Women come boldly to the fore in biblical literature from the Persian period, which was pivotal in the formation of the Hebrew Bible and a time of reconstruction of Jewish life under Persian imperial rule. Women are prominent in many of these writings, which make up the Ketuvim, third division of the Hebrew Bible, with the book of Esther as one of the most dramatic examples. Eskenazi’s research compares the representations of women in the Ketuvim with women’s lives in the ancient contemporaneous world, revealing the rethinking about women and gender that appear in these works.

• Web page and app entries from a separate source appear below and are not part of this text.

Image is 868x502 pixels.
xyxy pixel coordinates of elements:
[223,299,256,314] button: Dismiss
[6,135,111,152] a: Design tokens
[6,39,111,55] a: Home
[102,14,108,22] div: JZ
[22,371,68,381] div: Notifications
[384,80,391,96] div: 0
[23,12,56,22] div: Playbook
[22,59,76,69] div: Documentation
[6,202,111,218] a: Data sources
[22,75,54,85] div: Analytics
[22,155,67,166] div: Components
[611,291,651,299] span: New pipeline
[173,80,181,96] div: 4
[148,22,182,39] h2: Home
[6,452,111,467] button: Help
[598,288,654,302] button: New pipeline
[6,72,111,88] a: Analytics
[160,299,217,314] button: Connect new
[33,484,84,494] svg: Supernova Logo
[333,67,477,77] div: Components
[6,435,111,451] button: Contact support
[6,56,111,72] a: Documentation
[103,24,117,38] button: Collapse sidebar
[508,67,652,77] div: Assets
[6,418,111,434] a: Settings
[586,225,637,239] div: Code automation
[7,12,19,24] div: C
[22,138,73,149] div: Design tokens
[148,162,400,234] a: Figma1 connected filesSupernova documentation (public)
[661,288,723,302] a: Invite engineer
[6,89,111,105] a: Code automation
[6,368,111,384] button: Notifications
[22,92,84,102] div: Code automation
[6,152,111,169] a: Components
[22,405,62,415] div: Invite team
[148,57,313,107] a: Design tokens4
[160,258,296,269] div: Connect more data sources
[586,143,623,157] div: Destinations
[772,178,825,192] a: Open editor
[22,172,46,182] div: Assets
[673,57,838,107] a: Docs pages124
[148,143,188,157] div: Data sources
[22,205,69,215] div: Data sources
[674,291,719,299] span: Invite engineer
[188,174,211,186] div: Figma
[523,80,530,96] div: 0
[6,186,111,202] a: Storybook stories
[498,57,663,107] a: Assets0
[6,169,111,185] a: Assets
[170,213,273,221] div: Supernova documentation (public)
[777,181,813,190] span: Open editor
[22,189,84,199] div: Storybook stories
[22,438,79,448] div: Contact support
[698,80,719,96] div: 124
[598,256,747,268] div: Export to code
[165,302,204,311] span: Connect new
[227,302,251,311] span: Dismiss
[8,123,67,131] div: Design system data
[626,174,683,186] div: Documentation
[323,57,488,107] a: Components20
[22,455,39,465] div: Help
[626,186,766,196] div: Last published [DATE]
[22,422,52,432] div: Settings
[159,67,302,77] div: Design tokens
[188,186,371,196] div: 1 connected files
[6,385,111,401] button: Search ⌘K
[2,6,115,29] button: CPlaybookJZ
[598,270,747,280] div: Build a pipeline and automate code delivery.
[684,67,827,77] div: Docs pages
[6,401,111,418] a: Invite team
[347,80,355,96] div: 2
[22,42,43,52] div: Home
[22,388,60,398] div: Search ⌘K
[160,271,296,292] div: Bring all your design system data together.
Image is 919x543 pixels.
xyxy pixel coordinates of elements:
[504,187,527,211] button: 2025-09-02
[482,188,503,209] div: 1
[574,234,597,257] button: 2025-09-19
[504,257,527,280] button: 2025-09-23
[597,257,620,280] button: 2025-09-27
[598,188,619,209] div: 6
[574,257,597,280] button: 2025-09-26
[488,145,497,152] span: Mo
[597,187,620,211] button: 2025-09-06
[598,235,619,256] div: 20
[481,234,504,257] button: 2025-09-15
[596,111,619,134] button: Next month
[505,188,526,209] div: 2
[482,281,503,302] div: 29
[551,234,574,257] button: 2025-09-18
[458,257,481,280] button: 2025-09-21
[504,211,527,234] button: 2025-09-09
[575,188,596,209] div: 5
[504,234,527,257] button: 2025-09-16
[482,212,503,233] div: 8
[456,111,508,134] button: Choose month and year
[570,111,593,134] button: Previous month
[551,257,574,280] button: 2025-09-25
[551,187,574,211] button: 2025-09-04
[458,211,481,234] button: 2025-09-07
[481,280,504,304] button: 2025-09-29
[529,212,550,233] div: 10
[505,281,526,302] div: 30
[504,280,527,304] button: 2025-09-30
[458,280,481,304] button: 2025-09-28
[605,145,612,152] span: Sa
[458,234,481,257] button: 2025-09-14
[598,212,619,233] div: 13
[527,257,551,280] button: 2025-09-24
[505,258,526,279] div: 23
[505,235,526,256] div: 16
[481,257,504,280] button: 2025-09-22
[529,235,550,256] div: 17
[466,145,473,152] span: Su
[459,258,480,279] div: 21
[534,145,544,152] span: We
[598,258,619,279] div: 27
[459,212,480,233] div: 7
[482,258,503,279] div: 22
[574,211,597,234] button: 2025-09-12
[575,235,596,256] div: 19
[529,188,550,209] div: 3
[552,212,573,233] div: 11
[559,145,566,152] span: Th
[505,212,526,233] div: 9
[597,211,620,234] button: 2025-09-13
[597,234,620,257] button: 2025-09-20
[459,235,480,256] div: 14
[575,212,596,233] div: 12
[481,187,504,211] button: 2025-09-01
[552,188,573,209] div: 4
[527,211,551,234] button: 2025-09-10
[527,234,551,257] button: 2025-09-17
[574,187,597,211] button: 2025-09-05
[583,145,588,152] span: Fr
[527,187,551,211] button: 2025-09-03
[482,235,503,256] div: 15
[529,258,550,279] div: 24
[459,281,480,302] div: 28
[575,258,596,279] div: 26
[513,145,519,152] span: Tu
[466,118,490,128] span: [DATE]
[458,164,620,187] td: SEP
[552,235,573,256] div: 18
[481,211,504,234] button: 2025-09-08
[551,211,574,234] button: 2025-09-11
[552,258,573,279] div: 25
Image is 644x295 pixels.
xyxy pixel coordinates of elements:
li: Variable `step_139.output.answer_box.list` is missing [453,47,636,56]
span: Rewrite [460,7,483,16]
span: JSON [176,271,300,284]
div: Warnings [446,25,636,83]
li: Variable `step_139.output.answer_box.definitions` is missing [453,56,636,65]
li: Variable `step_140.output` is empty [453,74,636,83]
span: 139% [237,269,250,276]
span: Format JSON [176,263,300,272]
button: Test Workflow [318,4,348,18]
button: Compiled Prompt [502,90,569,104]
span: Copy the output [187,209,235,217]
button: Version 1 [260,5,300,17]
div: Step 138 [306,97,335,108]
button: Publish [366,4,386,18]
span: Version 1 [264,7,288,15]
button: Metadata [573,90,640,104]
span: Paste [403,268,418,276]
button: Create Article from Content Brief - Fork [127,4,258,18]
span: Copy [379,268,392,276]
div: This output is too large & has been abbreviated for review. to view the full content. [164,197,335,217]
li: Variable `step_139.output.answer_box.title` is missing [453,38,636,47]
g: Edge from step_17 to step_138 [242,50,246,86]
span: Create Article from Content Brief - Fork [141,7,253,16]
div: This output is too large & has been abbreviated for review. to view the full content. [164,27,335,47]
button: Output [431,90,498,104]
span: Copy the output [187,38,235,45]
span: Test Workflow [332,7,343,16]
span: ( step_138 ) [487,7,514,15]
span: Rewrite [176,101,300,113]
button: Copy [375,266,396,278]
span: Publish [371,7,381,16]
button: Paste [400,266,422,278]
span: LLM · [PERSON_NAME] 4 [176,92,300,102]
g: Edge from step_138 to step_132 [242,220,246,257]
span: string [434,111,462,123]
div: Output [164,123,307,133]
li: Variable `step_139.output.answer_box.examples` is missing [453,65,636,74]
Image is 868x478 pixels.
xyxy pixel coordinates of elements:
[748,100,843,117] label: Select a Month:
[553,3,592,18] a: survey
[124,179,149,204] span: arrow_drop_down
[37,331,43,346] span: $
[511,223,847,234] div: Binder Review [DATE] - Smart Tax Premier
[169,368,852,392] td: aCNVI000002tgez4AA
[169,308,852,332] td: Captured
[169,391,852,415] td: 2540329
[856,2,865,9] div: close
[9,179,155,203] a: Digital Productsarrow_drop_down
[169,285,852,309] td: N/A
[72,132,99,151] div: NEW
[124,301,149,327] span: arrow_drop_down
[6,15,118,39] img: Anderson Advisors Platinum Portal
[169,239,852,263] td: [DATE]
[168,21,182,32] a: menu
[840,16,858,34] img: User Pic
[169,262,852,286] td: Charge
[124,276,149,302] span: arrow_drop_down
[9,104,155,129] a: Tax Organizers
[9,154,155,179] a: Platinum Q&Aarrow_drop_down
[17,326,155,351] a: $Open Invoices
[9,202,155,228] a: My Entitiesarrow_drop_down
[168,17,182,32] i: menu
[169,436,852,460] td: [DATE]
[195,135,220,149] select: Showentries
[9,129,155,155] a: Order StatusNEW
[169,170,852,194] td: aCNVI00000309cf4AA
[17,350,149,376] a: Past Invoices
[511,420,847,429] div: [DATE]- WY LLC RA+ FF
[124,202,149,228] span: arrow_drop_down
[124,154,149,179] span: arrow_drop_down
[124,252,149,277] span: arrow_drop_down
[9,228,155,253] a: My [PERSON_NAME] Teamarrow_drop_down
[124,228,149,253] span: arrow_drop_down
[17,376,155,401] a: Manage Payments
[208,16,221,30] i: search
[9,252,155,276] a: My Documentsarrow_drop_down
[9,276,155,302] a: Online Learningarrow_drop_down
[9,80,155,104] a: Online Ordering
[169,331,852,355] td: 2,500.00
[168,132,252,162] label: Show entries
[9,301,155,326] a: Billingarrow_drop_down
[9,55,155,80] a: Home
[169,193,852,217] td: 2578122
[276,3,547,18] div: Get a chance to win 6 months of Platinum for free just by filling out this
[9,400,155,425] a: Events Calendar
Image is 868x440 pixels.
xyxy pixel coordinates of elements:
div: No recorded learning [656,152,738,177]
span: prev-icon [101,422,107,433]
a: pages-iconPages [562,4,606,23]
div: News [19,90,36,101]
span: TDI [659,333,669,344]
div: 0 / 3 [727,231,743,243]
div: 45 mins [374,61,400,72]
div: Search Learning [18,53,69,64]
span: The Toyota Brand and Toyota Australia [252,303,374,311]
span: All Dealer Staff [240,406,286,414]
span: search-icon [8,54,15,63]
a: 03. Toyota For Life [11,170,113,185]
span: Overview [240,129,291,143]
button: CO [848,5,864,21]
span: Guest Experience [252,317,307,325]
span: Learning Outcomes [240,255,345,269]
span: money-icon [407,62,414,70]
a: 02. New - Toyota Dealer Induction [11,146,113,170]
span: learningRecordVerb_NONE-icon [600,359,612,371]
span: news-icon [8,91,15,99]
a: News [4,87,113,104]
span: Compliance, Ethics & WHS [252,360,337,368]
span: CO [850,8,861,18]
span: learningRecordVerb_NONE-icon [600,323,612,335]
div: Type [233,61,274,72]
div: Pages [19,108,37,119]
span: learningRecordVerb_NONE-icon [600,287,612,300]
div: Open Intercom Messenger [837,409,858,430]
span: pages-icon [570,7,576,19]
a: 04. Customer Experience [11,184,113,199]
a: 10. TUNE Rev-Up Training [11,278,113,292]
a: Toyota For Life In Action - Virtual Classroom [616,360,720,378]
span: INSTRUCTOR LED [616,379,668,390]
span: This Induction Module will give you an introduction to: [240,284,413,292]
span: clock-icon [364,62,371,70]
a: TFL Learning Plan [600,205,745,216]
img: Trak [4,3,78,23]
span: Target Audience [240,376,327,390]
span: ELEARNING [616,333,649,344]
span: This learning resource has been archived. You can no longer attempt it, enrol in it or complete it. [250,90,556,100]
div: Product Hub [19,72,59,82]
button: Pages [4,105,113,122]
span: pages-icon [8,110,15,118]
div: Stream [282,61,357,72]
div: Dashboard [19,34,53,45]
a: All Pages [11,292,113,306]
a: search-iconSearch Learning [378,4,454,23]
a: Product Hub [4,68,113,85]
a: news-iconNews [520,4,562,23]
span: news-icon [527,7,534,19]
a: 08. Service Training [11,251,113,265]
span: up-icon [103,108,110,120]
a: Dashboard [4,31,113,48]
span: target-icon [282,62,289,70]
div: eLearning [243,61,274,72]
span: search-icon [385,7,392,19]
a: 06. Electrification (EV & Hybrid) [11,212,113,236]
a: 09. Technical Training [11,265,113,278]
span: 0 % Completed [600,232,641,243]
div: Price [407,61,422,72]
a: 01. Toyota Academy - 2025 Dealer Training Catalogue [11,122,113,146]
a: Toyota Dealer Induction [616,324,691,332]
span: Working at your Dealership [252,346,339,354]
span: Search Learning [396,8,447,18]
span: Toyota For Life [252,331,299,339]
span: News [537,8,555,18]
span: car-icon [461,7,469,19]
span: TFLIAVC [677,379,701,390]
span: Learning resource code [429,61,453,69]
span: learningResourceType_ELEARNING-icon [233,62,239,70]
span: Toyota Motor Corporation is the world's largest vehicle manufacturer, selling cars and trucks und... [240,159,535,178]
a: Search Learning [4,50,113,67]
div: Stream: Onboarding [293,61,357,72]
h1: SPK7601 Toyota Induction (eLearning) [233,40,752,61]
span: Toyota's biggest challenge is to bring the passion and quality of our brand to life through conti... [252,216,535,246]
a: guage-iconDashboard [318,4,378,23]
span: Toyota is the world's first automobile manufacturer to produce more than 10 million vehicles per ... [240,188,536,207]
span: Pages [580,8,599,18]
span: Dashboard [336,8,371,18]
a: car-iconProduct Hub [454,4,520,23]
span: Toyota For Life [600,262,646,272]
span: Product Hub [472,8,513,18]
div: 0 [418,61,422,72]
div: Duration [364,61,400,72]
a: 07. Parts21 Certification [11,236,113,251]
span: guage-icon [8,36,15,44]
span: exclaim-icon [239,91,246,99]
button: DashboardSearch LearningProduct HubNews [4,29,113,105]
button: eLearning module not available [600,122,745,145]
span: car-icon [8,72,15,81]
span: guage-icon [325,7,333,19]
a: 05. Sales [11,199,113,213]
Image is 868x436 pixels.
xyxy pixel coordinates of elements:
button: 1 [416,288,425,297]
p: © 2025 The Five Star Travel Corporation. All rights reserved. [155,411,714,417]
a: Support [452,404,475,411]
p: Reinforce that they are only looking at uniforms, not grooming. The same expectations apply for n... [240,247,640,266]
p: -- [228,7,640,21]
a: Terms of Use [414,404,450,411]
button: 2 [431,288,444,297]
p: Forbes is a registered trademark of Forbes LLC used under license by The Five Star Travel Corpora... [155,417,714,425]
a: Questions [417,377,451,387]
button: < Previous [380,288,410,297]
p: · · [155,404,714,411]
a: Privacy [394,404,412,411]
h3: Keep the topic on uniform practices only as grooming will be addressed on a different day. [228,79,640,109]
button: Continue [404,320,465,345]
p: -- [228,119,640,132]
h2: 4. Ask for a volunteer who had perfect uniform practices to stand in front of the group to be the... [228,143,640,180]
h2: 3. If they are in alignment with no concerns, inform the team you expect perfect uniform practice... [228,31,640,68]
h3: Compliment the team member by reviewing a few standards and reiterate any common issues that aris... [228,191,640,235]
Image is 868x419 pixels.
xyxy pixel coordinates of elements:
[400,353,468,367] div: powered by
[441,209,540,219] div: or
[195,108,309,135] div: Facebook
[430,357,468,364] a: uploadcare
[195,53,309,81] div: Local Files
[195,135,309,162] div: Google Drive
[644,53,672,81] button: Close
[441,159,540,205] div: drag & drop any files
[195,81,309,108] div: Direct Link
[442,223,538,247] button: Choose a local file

About the Speaker: TAMARA COHN ESKENAZI, Ph.D. is Professor of Bible at Hebrew Union College – Jewish Institute of Religion. She is the first woman to have been appointed to the Rabbinical Faculty in HUC’s long history (beginning in 1875). She is the winner of The Jewish Book of the Year Award for her role as Editor of The Torah: A Women’s Commentary (with Andrea L. Weiss, 2008), and The Jewish Book Award in Women’s Studies for her JPS Bible Commentary: Ruth (with Tikva Frymer-Kensky, 2012). Her other books include In an Age of Prose: A Literary Approach to Ezra- Nehemiah. Recently she received an NEH Fellowship for her work on women in the Persian Period.